ComponentWhat to monitor
API Server (kube-apiserver)Request rates, error rates, and latency
Scheduler (kube-scheduler)Scheduling latency and errors
Controller Manager (kube-controller-manager)Status of various controllers
  • The number of nodes in the cluster
  • CPU and memory usage — ensure nodes are not over or underutilized
  • Disk usage — monitor disk space and I/O operations
  • Network — monitor bandwidth and errors
  • The number of pods in the cluster
  • Resource usage — CPU, memory, and disk usage per pod and container
  • Pod status — Running, Pending, Failed, and other states
  • Container logs — errors and warnings
  • Health checks — results of liveness and readiness probes
  • Application metrics — custom metrics such as request rates and error rates

Metrics Server

You can use other metrics solutions such as Prometheus, Datadog, or Dynatrace in place of Metrics Server.
Metrics Server collects resource metrics (CPU and memory usage) from each node’s kubelet and aggregates them.
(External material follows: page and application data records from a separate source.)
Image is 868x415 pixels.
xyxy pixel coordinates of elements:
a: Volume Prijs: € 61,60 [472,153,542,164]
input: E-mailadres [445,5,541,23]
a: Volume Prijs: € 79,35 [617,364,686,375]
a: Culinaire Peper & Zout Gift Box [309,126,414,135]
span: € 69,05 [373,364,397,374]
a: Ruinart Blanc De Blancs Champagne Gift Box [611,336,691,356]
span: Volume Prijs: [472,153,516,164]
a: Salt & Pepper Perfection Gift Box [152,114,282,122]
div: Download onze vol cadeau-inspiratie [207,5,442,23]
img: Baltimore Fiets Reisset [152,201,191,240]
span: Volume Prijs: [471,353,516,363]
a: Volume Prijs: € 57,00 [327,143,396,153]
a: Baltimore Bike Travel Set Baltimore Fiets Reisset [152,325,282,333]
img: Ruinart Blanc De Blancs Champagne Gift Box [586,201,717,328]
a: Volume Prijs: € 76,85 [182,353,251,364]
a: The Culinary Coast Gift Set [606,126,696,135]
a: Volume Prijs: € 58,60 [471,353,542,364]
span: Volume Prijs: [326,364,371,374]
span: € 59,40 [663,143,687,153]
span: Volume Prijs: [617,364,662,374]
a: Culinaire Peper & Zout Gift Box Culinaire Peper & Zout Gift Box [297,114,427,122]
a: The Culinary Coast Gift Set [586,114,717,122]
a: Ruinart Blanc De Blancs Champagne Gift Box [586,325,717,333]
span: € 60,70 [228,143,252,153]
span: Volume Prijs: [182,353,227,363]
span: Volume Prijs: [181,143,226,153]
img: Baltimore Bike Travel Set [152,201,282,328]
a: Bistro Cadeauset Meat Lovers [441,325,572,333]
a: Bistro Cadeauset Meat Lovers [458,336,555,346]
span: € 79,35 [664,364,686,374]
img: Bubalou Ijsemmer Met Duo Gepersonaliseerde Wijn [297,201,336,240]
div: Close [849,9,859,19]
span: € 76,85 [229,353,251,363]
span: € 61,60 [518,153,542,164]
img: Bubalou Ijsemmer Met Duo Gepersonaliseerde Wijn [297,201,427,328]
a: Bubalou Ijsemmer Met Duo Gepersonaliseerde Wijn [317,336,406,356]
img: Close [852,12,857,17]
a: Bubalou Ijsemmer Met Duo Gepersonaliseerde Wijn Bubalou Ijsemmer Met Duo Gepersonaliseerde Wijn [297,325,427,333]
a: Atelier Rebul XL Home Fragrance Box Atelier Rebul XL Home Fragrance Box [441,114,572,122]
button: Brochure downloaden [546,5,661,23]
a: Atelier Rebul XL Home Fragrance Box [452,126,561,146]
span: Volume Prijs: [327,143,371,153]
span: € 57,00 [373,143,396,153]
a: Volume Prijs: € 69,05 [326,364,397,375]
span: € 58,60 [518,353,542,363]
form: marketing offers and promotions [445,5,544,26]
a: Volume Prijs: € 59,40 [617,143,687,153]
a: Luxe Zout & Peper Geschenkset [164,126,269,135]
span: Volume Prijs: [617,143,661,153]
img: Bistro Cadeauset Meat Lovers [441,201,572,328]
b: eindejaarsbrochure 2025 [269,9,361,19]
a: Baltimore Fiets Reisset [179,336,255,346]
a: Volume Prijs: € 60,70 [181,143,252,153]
It then delivers the data to the Kubernetes API server (kube-apiserver) for autoscaling purposes.
  • Horizontal Pod Autoscaler (HPA) uses this data to automatically adjust the number of pod replicas in a deployment.

How metrics are collected

Each kubelet contains a component called cAdvisor (Container Advisor) that collects resource usage data from running pods and exposes it through the kubelet API. Metrics Server reads from this API to gather cluster-wide resource data.

Commands

# View performance metrics of nodes
# Requires Metrics Server to be correctly configured and running
kubectl top node

# View performance metrics of pods
kubectl top pod
The kubectl top commands require Metrics Server to be correctly configured and running in the cluster.